Delivered by the Defender (Kindred Tales) - Page 125

“Courage, daughter! Do not end your life—there is yet hope.”

The warm, comforting, feminine voice seemed to come from all around her. But when Selena gasped and looked at the other inmates, it was clear none of them had heard it. What was it? Who was speaking to her? Was her mind playing tricks on her because of the extreme stress she was under?

“Your sanity is not in question, daughter,” the voice murmured in her ear. “But you must not end your life. I have a plan for you—a plan to prosper you and not to harm you. You must trust and have faith that this is so.”

“I…I don’t understand,” Selena whispered, shaking her head as though the disembodied voice could see her. “Who…who are you?”

“One who cares for you,” the voice assured her. And suddenly, it felt as though a warm quilt was being wrapped around Selena’s shoulders and someone was giving her a comforting hug.

“So…you don’t want me to kill myself? But what else can I do?” Selena whispered.

“You must speak to the next person who comes through the door,” the voice told her. “Do as I say, daughter, and help will be given to you.”

“It…it will?” Selena asked.

“Have faith,” the voice murmured, growing fainter now. “I have a plan for you.”

And then the voice was gone—but the feeling of being wrapped in a warm comforting quilt lingered. Selena looked around once more, but it seemed no one but her had heard the mysterious voice. She wondered who it could have been? Maybe the Kindred Goddess? Selena had never been very religious, but Kat had spoken of the Goddess like she was a real person—not just an imaginary deity.

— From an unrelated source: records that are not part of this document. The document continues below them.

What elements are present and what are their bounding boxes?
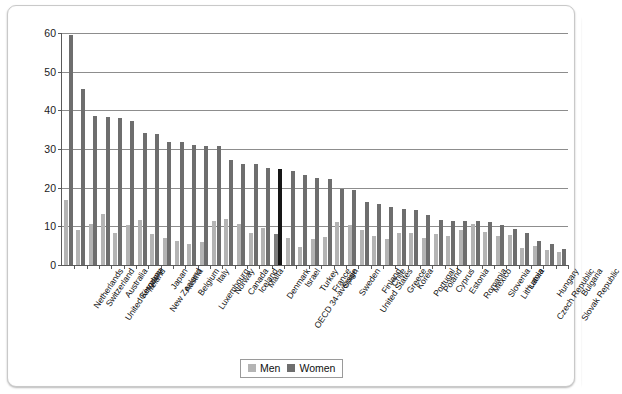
x-axis-tick [568,265,569,269]
bar-group [187,33,196,265]
bar-group [212,33,221,265]
bar-women [340,189,344,265]
bar-women [278,169,282,265]
bar-men [286,238,290,265]
bar-men [422,238,426,265]
bar-group [348,33,357,265]
bar-group [298,33,307,265]
bar-group [126,33,135,265]
bar-men [434,234,438,265]
bar-men [335,222,339,265]
bar-men [533,246,537,265]
bar-men [385,239,389,265]
bar-women [426,215,430,265]
bar-women [328,179,332,265]
bar-group [101,33,110,265]
bar-women [130,121,134,265]
bars-layer [62,33,568,265]
bar-women [451,221,455,265]
bar-women [463,221,467,265]
bar-men [187,244,191,265]
bar-men [360,230,364,265]
bar-men [298,247,302,265]
bar-group [409,33,418,265]
bar-women [155,134,159,265]
y-axis-tick-label: 20 [44,182,56,194]
bar-group [496,33,505,265]
bar-women [562,249,566,265]
bar-women [537,241,541,265]
y-axis-tick-label: 30 [44,143,56,155]
bar-women [106,117,110,265]
y-axis-tick-label: 50 [44,66,56,78]
bar-group [483,33,492,265]
bar-women [476,221,480,265]
x-axis-label: Sweden [357,267,382,298]
bar-men [274,234,278,265]
bar-group [311,33,320,265]
bar-women [229,160,233,265]
bar-group [64,33,73,265]
bar-group [163,33,172,265]
bar-women [167,142,171,265]
bar-group [360,33,369,265]
bar-group [175,33,184,265]
bar-women [291,171,295,265]
legend-label: Women [299,362,335,374]
bar-group [237,33,246,265]
bar-women [192,145,196,265]
y-axis-tick [58,265,62,266]
bar-men [397,233,401,265]
bar-women [402,209,406,265]
bar-group [533,33,542,265]
bar-men [237,224,241,265]
bar-men [212,221,216,265]
bar-women [93,116,97,265]
bar-group [286,33,295,265]
bar-women [439,220,443,265]
bar-women [389,207,393,265]
bar-men [200,242,204,265]
bar-women [217,146,221,265]
bar-men [150,234,154,265]
bar-men [459,230,463,265]
bar-women [69,35,73,265]
bar-men [76,230,80,265]
bar-men [175,241,179,265]
bar-men [348,225,352,265]
bar-group [459,33,468,265]
bar-group [138,33,147,265]
bar-women [525,233,529,265]
bar-women [81,89,85,265]
chart-legend: MenWomen [240,359,343,378]
bar-group [434,33,443,265]
bar-men [323,237,327,265]
bar-group [224,33,233,265]
bar-women [377,204,381,265]
bar-women [118,118,122,265]
bar-men [372,236,376,265]
bar-women [180,142,184,265]
bar-group [397,33,406,265]
legend-swatch-icon [248,364,256,372]
bar-men [520,248,524,265]
bar-women [414,210,418,265]
bar-women [488,222,492,265]
bar-women [352,190,356,265]
bar-men [471,224,475,265]
scanned-page-frame: 0102030405060 NetherlandsSwitzerlandUnit… [7,5,575,387]
bar-women [513,229,517,265]
bar-women [266,168,270,265]
y-axis-tick-label: 0 [50,259,56,271]
bar-women [254,164,258,265]
bar-men [508,235,512,265]
bar-men [64,200,68,265]
bar-group [76,33,85,265]
bar-group [385,33,394,265]
bar-group [274,33,283,265]
bar-women [143,133,147,265]
bar-group [335,33,344,265]
bar-group [249,33,258,265]
bar-men [163,238,167,265]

Whoever it was, they had given Selena a fresh injection of courage. She shoved the silver kill-pill into her pocket and watched the doorway, wondering who was going to come through it. Maybe it would be one of the guards who was more sympathetic, or at least less corrupt than the others? Or maybe someone in authority who realized that what was being done to her was wrong…

But when the heavy metal door swung open again, her heart sank. There was no benign prison guard and no person who was obviously in authority, coming to set right a terrible injustice. There was only an old, hunchbacked Ma’shorkan woman, pushing a rickety metal cart filled with stacks of metal trays. Her breasts hung down like empty sacks and when she looked up for a moment, Selena saw that she had only one eye—the other was an empty, sunken socket and her eyelid had been stitched closed in a row of crude, black Xs.

“Look there, it’s one-eyed, unfuckable Moll!” one of the males chortled from the other cell.

“Why’s she called that?” another one asked.

“Cause—would you fuck her?” the first prisoner answered. “They use her to bring in the food, cause none of the males will bother attacking her—ugly old slut!”

The male cell erupted in trollish laughter at his words but the old woman seemed not to hear it at all. She simply hobbled over to the cell, pushing her rickety cart. Then she crouched down on her skinny haunches and began sliding metal trays—all of which were filled with some kind of grayish-green mush—through the grate at the base of the cell.

But first, she spat in each one.

“Hey!” the male who had called her “Unfuckable Moll” protested. “What are you doing that for? Stop it!”

Moll didn’t answer. She just kept spitting in every tray, leaving a shining splatter of saliva on top of every gooey mound of mush before sliding the tray under the grate into the male’s cell.

“Look what you did, you fucker!” growled Big Horn. Standing up from the bench in one swift motion, he strode over to the male who had started everything. Raising a ham-sized fist over his head, he brought it down squarely on top of the much-shorter male’s head.

The other prisoner fell like a stone, collapsing on the floor, face-first with a sickening crunch that must have been the sound of his nose breaking. Sure enough, a puddle of blood began to spread from under his unconscious face, the crimson creeping across the dirty floor in shining tendrils.

Moll paid no more attention to the violence than she had to the insults. She finished passing the men’s trays through the floor grate—spitting in every single one—and then rose slowly and rolled her cart over to the female holding cell.

The floor grate was right beside where Selena was sitting, still curled up in the corner. She pulled herself into a tighter package as the women came forward to get the metal trays full of mush the old woman was passing into the cell.

Luckily, she didn’t spit in the women’s food—though that hardly made it less unappetizing, at least in Selena’s view. The gray-green mush looked like moldy oatmeal and smelled like seafood that had gone bad in the sun. She had no interest in putting it in her mouth, though the other women were shoveling it in hungrily, with their bare hands.